(Records drawn from a dataset)
+++

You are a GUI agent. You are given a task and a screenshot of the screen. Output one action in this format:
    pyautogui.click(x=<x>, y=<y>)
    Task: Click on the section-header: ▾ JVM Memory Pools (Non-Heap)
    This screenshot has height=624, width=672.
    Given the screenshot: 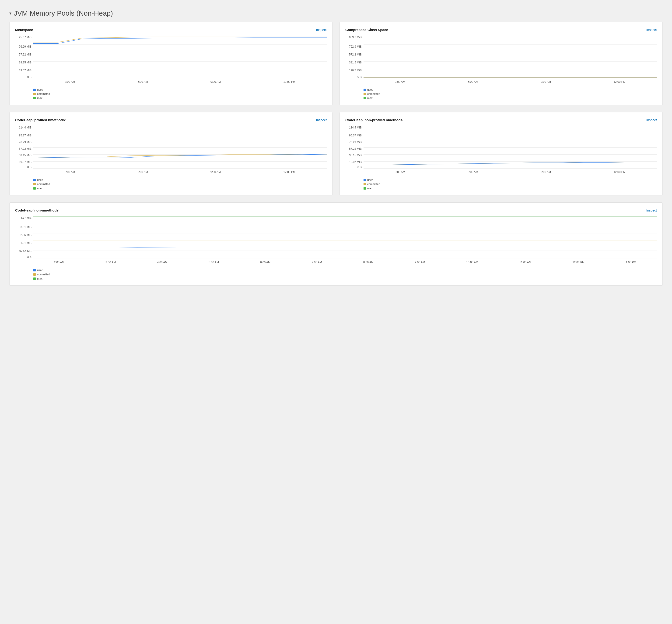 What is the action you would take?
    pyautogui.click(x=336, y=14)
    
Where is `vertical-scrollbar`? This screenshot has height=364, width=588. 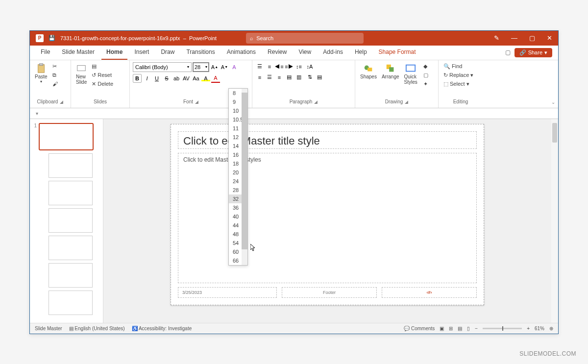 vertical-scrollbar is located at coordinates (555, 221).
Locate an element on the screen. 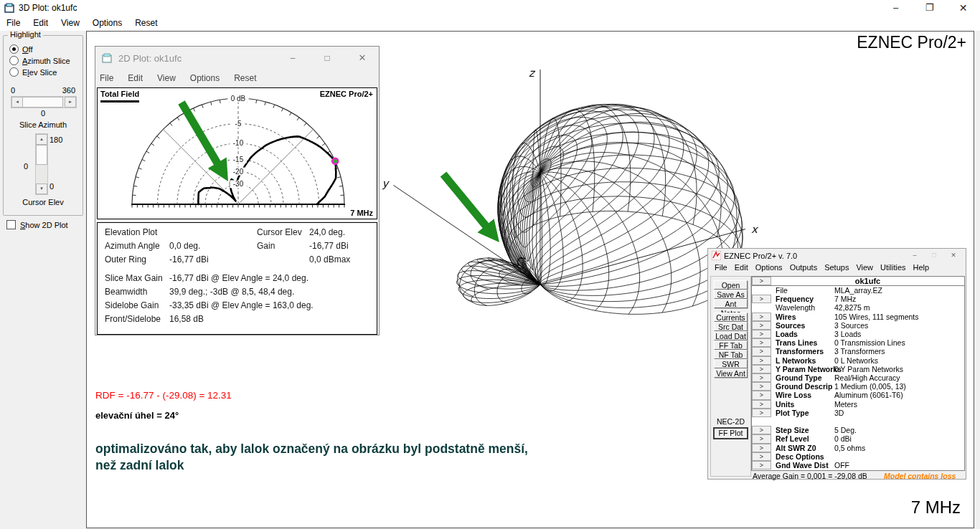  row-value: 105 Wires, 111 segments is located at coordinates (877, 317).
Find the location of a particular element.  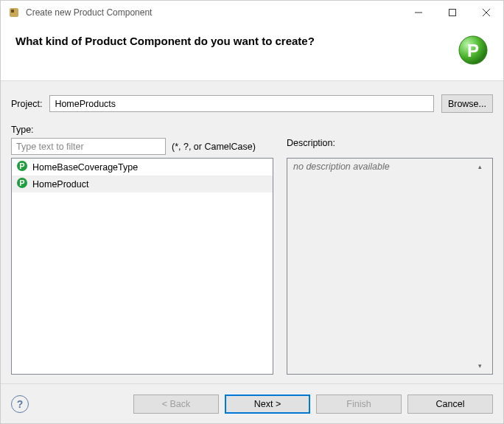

+++

The first line of the records begins the span, and the line containing "This screenshot has height=624, width=672." ends it. Reproduce that span exactly, both ends included.

You are a GUI agent. You are given a task and a screenshot of the screen. Output one action in this format:
    pyautogui.click(x=<x>, y=<y>)
    Task: Click on the section-header: ▾ JVM Memory Pools (Non-Heap)
    This screenshot has height=624, width=672.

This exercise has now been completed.